The Yemen war is a conflict that benefits the few and crushes the many. While the people wait for it to end, our commitment is to heal the present and prepare for a better future.

War... what is it good for? Absolutely nothing

The Yemen war is a conflict that benefits the few and crushes the many. While the people wait for it to end, our commitment is to heal the present and prepare for a better future.

The Usual Suspects - Weapons, Oil and Big Ego’s

Yemen is a proxy war, which means that it is being used as a chess board to advance the economic and political interests of different countries and transnational corporations that have no stake in the well-being of the Yemeni people.

Yemen’s humanitarian crisis was created largely by the Saudi-led coalition, which includes the U.S., U.K., and the United Arab Emirates. The Saudi coalition’s air strikes and blockades have been decimating the country for nearly four years in an effort to blunt Iranian influence in the Arabian Peninsula and have caused the starvation and deaths of tens of thousands of children.

Saudi Arabia needs to secure Yemen for transporting oil without the interference of its rival Iran. In the case of Saudi Arabia, we’re talking about 10 trillion dollars a year selling oil - and lot’s of places want that black gold flowing.
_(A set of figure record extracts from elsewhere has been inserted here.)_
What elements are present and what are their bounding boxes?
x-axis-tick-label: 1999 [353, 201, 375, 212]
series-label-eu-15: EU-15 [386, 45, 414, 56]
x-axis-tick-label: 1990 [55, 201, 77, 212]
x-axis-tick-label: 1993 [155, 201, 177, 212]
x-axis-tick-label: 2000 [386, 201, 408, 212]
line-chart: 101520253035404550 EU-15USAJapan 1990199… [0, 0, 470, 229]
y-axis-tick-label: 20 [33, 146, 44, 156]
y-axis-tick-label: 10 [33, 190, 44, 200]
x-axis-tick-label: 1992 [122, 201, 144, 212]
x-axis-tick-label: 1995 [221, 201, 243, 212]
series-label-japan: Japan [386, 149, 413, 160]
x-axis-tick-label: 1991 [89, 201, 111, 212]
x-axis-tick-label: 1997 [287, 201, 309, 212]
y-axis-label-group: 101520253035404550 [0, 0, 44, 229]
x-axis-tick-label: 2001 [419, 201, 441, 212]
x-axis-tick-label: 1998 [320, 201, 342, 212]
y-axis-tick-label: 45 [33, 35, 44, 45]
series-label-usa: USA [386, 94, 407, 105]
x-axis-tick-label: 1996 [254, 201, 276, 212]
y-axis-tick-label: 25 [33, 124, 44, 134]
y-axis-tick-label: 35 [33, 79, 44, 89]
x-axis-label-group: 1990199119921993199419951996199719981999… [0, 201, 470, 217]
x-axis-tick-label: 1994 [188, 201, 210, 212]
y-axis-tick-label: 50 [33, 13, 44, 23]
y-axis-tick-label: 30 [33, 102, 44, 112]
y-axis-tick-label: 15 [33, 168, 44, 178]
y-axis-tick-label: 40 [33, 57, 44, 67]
They are using the ousted and illegitimate president of Yemen, Abdo Rabbo Mansour Hadi, as a pawn to justify their military activities to protect their oil routes and maintain their tyranny of hunger through blockades.

The United States and the UK have what are called a military industrial complex which lobbies the government for the right to sell weapons and enact global policies that favor war. Weapon suppliers in the US have 2.6 billion dollars last year on lobbying for political support of the death trade, gaining access for up to half of the pentagon's 800 billion dollar budget - money well spent for them.

In 2016 alone, when the war was really getting going, the Gulf Coalition spent over 33 billion dollars on weapons provided by the UK and US.

Who are the people that suffer? The citizens of yemen - the women, children, fathers and extended families that are trying to live their lives in peace.

Ashes to Ashes - Dust to Dust

Years of ruthless bombing has traumatized the citizens of Yemen, killing tens of thousands and reduced many cities to rubble. Forced to flee their homes, they become IDP’s - internally displaced people, which basically means a refugee in your own country. The needs are great - food, shelter, financial assistance and education. Responding to hate with love, this is what gives people hope in humanity and that they can strive to re-create their lives and envision a future for their children.

The War Machine

War is a machine - it has no conscience, existing only to fulfill its purpose of domination, and without accontability, will do so at all costs. We read numbers in headlines, declarations of arms sales and heads of states condemning each other on both sides. What we often fail to see in the War Machine, is the individual lives that are trampled beneath it. As humanitarians and lovers of humanity, we have to see beyond the headlines and remember that there are real people being affected here.

We can remember those forgotten faces, souls whose lives of quiet desperation are nonetheless praying to be heard. Everytime we reach out with a helping hand, we pull someone out of the clutches of the war machine. While we may not be able to stop the machine, we can rescue a life from its blind destruction.



*Art provided by Jon Marro, artist and activist who created these panels specifically to tell the story of this conflict for Mona

War... what is it good for? Absolutely nothing

The Yemen war is a conflict that benefits the few and crushes the many. While the people wait for it to end, our commitment is to heal the present and prepare for a better future.